A few days later I’m back in Joshua Tree again and one of the gals, Kathy, takes me on a tour of local building sites. The last one is 2 ½ acres near the park entrance, the best neighborhood in Joshua Tree. It has a giant boulder pile, maybe 40 feet high and a panoramic view of the local mountains that border the park. This is it! Location and drama. This is where I’ll build the first “schoolhouse.”
A year later, after 5 revisions of the building plans – the local county plan check office had a hard time swallowing our idea of building an ultra-modern house out of used portable classrooms but we finally prevailed – at last we, Jose and I, the Angelenos, get approval. By now however, the credit market has tanked and the stated income construction loan I’d been banking on is no longer available. I find a contractor and get a bid anyway, go ahead and pay for him to grade my site. Now I’m stalled. A few months later, my contractor loses his license.
I make a list of my assets. I have the money to build, it’s just tied up in assets. What to do? How can I eek through this? Build even cheaper? But how?
Finally I realize a possible solution, the owner of a second storage yard for used portable classrooms, he rehabs used classrooms, then resells them. New modular housing, it gets built at the factory, then transported to the site. Maybe Joe can do the same for me… Rehab my classroom according to the approved plans, then transport them to the site. This will reduce my construction costs even more, definitely to under $100 a square foot, maybe even lower!
I call up Joe, ask if I can bring my plans over to his office so he can give me a bid to build. After a couple of cancelled appointments I arrive at his office late one morning with my plans and the model of the house. I bring it into the conference room, set it in the middle of the table. Soon the room is swarming with half a dozen of his employees wildly clicking their phone cameras at the model. They get it! They’re excited! These people have been working for years doing the behind the scenes work, getting permits, doing bookkeeping and such, to transport used portable classrooms all over the state and now they’re among the first to see an exciting new use for them.
I unroll the dozens of giant pages of building plans - showing them how the plans correspond to the model… The entrance, the living/dining area that opens to the kitchen, the open “bridge” that leads to the lower bedrooms and the upstairs master suite. Then I point out the fantasy bathroom Jose designed for it – how it has no back wall, making it wide open to nature, for showers in the warm desert air. Office clerks meet an architectural masterpiece about to be built out of used portable classrooms. They’re mesmerized. I see these are the people to build it. The Larkspur Schoolhouse is closer than ever to getting built. What a long road it's been. I am finally starting to taste it. But the financing, where’s it going to come from?

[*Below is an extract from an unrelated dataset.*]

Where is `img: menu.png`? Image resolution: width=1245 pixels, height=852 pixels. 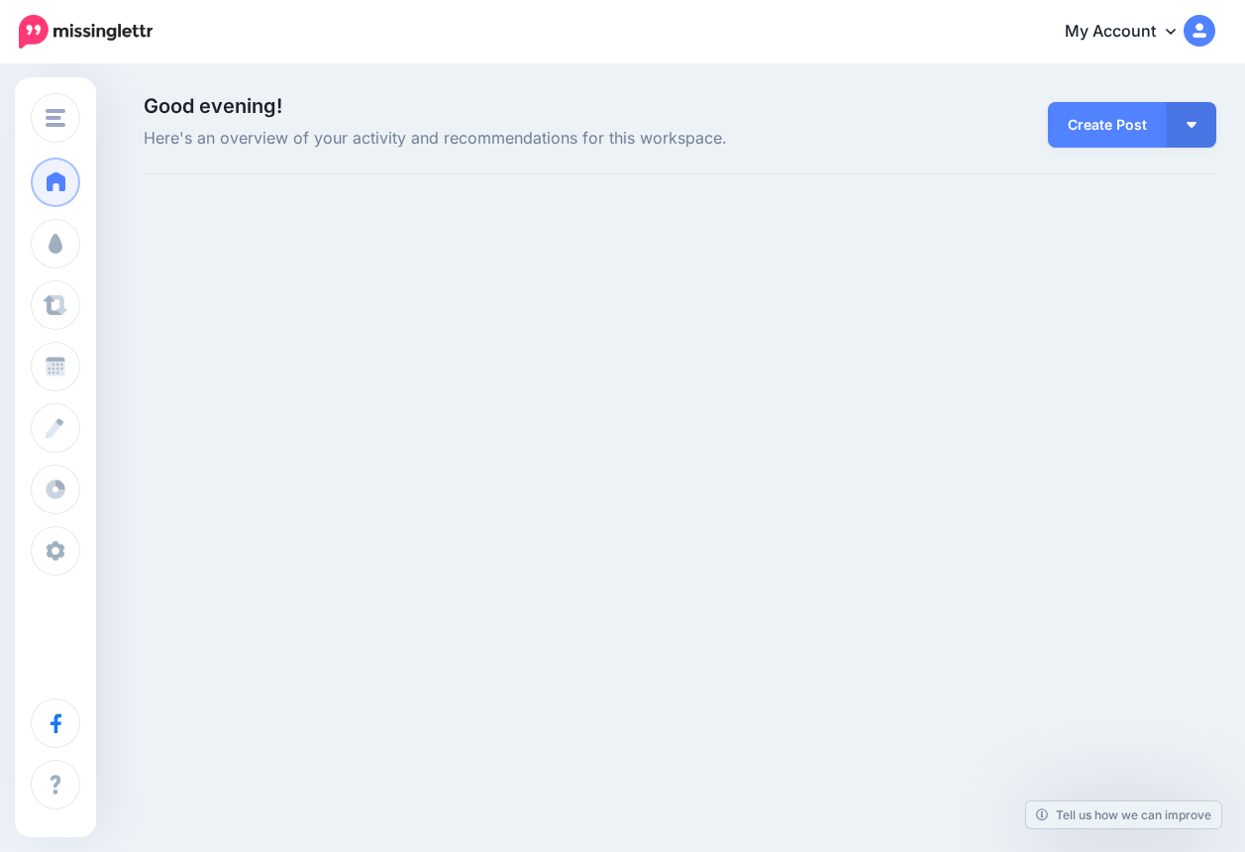 img: menu.png is located at coordinates (55, 118).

That night back at my house I run yet another Google search on construction loans. I see yet again the requirements for income documentation. Payroll, payroll, I need to be on a payroll to document some income for myself… I have a corporation, a dormant one, but a real, bona-fide corporation no less… I had a contractor who did some work on my house a while back and used a bank payroll program to pay his workers. I need a payroll program too. A program… A software payroll program? For my corporation to pay me? Maybe this is my solution. Hello Amazon… Send me that payroll software… Click, click, click… It’s on its way! Maybe I'll end up using it, maybe not.

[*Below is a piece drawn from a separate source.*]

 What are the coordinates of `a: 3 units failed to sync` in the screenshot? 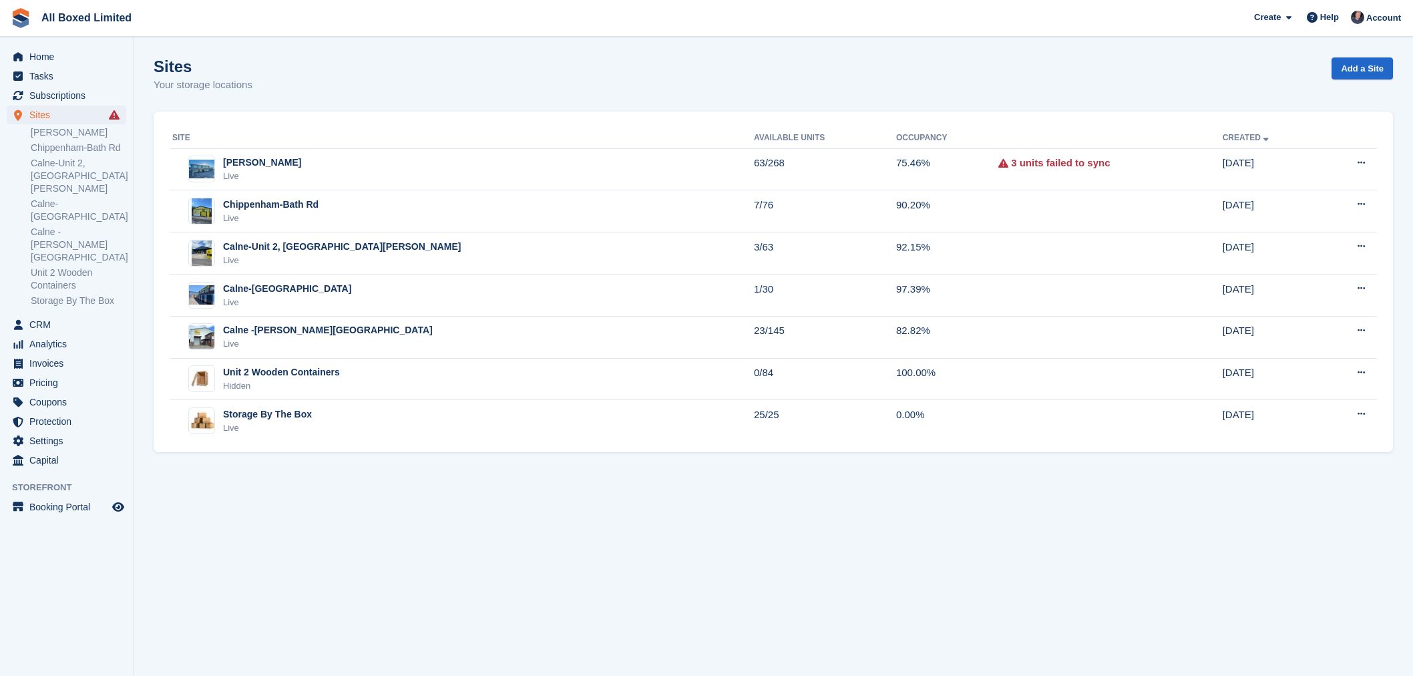 It's located at (1060, 163).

In the days that follow Jose’s words about another type of documentation begin replaying in my brain… The need to visually document the construction… especially the big day when the classrooms arrive at the site on the trucks and get craned onto the foundation. I can’t let it slip by unrecorded. It’s architectural history after all. Important. A big breakthough in the world of housing and construction… Divine inspiration finally coming to fruition.